[Stored items]
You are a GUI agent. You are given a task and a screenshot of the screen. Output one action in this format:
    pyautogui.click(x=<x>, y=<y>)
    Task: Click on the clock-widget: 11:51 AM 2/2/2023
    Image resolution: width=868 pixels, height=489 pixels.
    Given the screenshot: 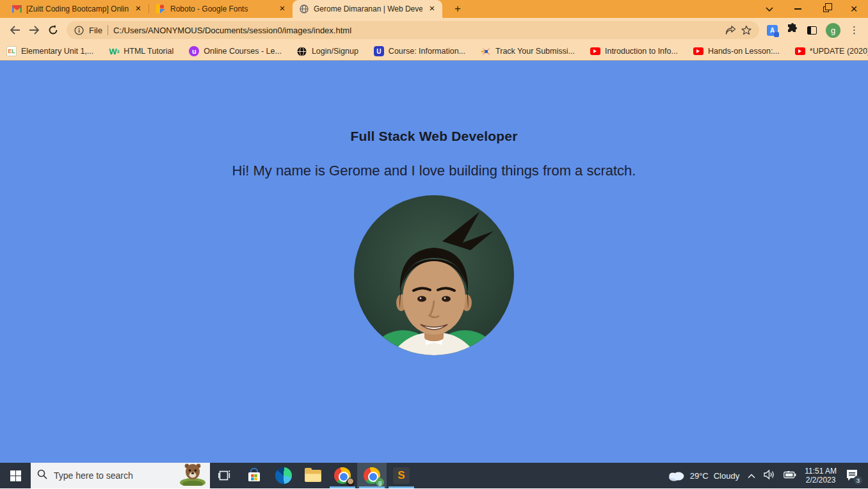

* [PROBLEM TO SOLVE]: Output all the records above again exactly, with the pictures dropped.

* [RESULT OF THIS TASK]:
You are a GUI agent. You are given a task and a screenshot of the screen. Output one action in this format:
    pyautogui.click(x=<x>, y=<y>)
    Task: Click on the clock-widget: 11:51 AM 2/2/2023
    Image resolution: width=868 pixels, height=489 pixels.
    Given the screenshot: 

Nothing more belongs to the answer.